Building a New Poker Variant with an AWS Serverless Architecture
Source: Dev.to
How I designed and built a real‑time multiplayer game platform using AWS serverless infrastructure
Designing Before Coding
Before writing any code I produced a 36‑page Low‑Level Design (LLD) document. The LLD forced me to consider every edge case, state transition, and failure mode up front—exactly how production systems are built.
By the numbers
- 7 AWS services
- 8 DynamoDB tables
- 36‑page LLD
- 0 servers to manage
The Architecture
Point Game is a fully serverless, event‑driven system. Clients use REST APIs for account and table operations and WebSockets for real‑time gameplay.
Infrastructure Overview
| Component | Technology |
|---|---|
| CDN & Static Assets | CloudFront + S3 |
| API Layer | API Gateway (REST + WebSocket) |
| Compute | AWS Lambda |
| Database | DynamoDB |
| Authentication | Cognito |
| Scheduling | EventBridge |
The key insight: DynamoDB is the single source of truth. Every game state, action log, and connection mapping lives in DynamoDB. Lambda functions are stateless—they read state, process actions, write state, and broadcast. This makes the system horizontally scalable and resilient to failures.
Client Action → API Gateway → Lambda → DynamoDB → Broadcast
Data Model
| Table | Purpose |
|---|---|
| Game State | Current hand state, seats, pots, board |
| Action Log | Append‑only record of every action |
| Hand Snapshots | End‑of‑hand state for replay/audit |
| Connection Store | WebSocket ID → Player mapping |
| Turn Timers | Scheduled timeout tracking |
| Inter‑Round Queue | Pending join/leave/config actions |
| Users | Account data and balances |
| Ledger | Buy‑in/cash‑out history |
The Hard Problems
Challenge 1: Optimistic Concurrency Control
Simultaneous player actions can corrupt state. I implemented sequence‑based versioning: each state mutation includes an expected sequence number. If the number does not match, the write fails and the client resynchronizes, eliminating race conditions and lost actions.
Challenge 2: Turn Timer System
Lambda functions cannot “wait.” I used EventBridge scheduled events: when a turn starts, a future event with a timer sequence is scheduled. The timeout Lambda checks whether the sequence is still current; if the player has already acted, the timer is ignored, otherwise the player is auto‑folded.
Challenge 3: Privacy‑Filtered Broadcasting
Each player must see a personalized view (own hole cards vs. opponents’ card backs). The broadcaster loads the authoritative state, filters out private information per recipient, and sends a tailored WebSocket message.
Challenge 4: Inter‑Round Action Queue
Players may join, leave, or change settings mid‑hand. These actions are stored in a queue and processed atomically between hands, preserving game state consistency while accommodating real‑world player behavior.
Challenge 5: Complex Game Rules
Point Game includes many edge cases—especially showdown logic involving side pots, split pots, and multiple winners. Translating these rules into reliable code required careful state management under concurrent load, all without dedicated servers.
Why This Exceeds Industry Standard
Most hobby projects are simple CRUD apps or static pages. Point Game demonstrates:
- A real‑time distributed system with WebSocket state synchronization
- Event‑driven architecture with scheduled triggers and async processing
- Production‑grade consistency guarantees via optimistic concurrency
- Domain‑specific game logic handling complex state machines for multiple simultaneous players and games
I designed, documented, and built the entire platform and can explain every architectural decision.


Assignment:
Go through the listing below and state how many of its lines include "legend". Write only that number.

= = = = =

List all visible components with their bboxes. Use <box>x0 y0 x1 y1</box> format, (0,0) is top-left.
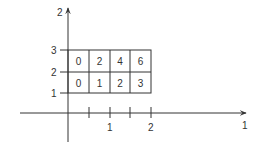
grid-cell-value: 6 <box>138 56 144 67</box>
y-tick-label: 1 <box>51 88 57 99</box>
vertical-axis-label: 2 <box>57 7 63 18</box>
y-tick-label: 3 <box>51 45 57 56</box>
horizontal-axis-label: 1 <box>242 120 248 131</box>
x-tick-label: 2 <box>148 122 154 133</box>
grid-cell-value: 3 <box>138 78 144 89</box>
grid-cell-value: 4 <box>117 56 123 67</box>
y-tick-label: 2 <box>51 67 57 78</box>
grid-cell-value: 0 <box>76 78 82 89</box>
grid-cell-value: 1 <box>97 78 103 89</box>
diagram-canvas: 2 1 1 2 3 2 1 02460123 <box>0 0 257 148</box>
grid-cell-value: 0 <box>76 56 82 67</box>
grid-cell-value: 2 <box>97 56 103 67</box>
grid-cell-value: 2 <box>117 78 123 89</box>
x-tick-label: 1 <box>107 122 113 133</box>
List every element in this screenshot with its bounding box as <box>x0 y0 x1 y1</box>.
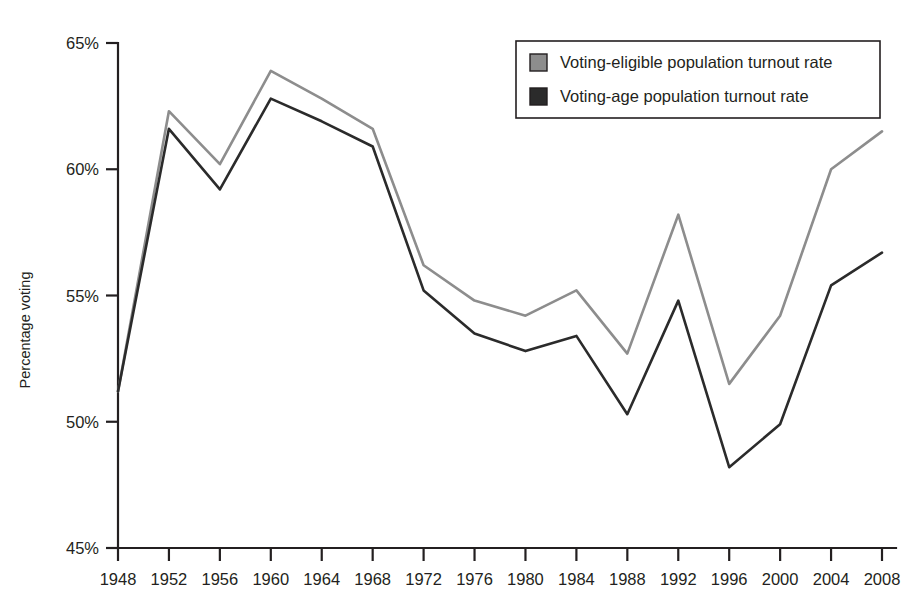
x-tick-label: 2000 <box>762 570 799 588</box>
chart-container: Percentage voting 65%60%55%50%45% 194819… <box>0 0 922 614</box>
x-tick-label: 1952 <box>151 570 188 588</box>
legend-label-voting-eligible: Voting-eligible population turnout rate <box>560 53 832 71</box>
x-tick-label: 1996 <box>711 570 748 588</box>
series-line-voting-age <box>118 99 882 468</box>
turnout-line-chart: Percentage voting 65%60%55%50%45% 194819… <box>0 0 922 614</box>
x-tick-label: 1968 <box>354 570 391 588</box>
x-tick-label: 1960 <box>252 570 289 588</box>
x-tick-label: 2004 <box>813 570 850 588</box>
legend-swatch-voting-eligible <box>530 54 547 71</box>
y-axis-tick-marks <box>106 43 118 548</box>
y-tick-label: 55% <box>66 287 99 305</box>
x-axis-tick-marks <box>118 548 882 561</box>
x-tick-label: 2008 <box>864 570 901 588</box>
legend-label-voting-age: Voting-age population turnout rate <box>560 87 809 105</box>
y-tick-label: 45% <box>66 539 99 557</box>
x-tick-label: 1976 <box>456 570 493 588</box>
x-tick-label: 1988 <box>609 570 646 588</box>
x-axis-tick-labels: 1948195219561960196419681972197619801984… <box>100 570 901 588</box>
y-tick-label: 60% <box>66 160 99 178</box>
x-tick-label: 1956 <box>202 570 239 588</box>
x-tick-label: 1980 <box>507 570 544 588</box>
x-tick-label: 1972 <box>405 570 442 588</box>
x-tick-label: 1984 <box>558 570 595 588</box>
y-axis-tick-labels: 65%60%55%50%45% <box>66 34 99 557</box>
x-tick-label: 1964 <box>303 570 340 588</box>
series-lines-group <box>118 71 882 467</box>
x-tick-label: 1992 <box>660 570 697 588</box>
legend-swatch-voting-age <box>530 88 547 105</box>
y-tick-label: 65% <box>66 34 99 52</box>
chart-legend: Voting-eligible population turnout rate … <box>516 41 880 118</box>
y-tick-label: 50% <box>66 413 99 431</box>
x-tick-label: 1948 <box>100 570 137 588</box>
y-axis-label: Percentage voting <box>17 272 33 389</box>
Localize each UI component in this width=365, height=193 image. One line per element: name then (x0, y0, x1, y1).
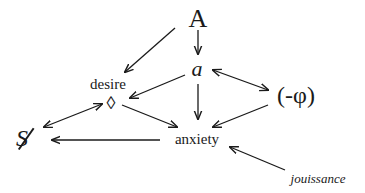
node-object-a: a (192, 58, 203, 80)
node-minus-phi: (-φ) (277, 83, 315, 107)
node-desire: desire (90, 77, 126, 92)
barred-s-glyph: S (16, 126, 28, 150)
edge-phi-to-anxiety (213, 105, 268, 127)
node-barred-subject: S (16, 126, 28, 150)
edge-jouissance-to-anxiety (230, 147, 285, 170)
edge-a-phi-bidirectional (213, 70, 268, 90)
node-big-other-A: A (189, 6, 208, 32)
edge-a-to-desire (130, 75, 185, 98)
node-anxiety: anxiety (175, 132, 219, 147)
node-lozenge-diamond: ◊ (107, 94, 116, 112)
edge-diamond-S-bidirectional (44, 104, 102, 127)
edge-diamond-to-anxiety (122, 105, 177, 127)
edge-A-to-desire (125, 28, 175, 72)
node-jouissance: jouissance (291, 172, 346, 185)
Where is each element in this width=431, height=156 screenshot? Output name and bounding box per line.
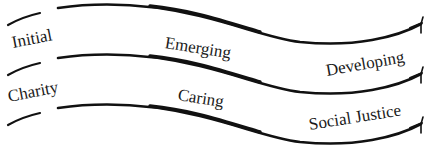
ribbon-diagram: Initial Emerging Developing Charity Cari… <box>0 0 431 156</box>
top-ribbon-line <box>8 5 423 44</box>
ribbon-lines <box>0 0 431 156</box>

= = = = =

Task solution:
5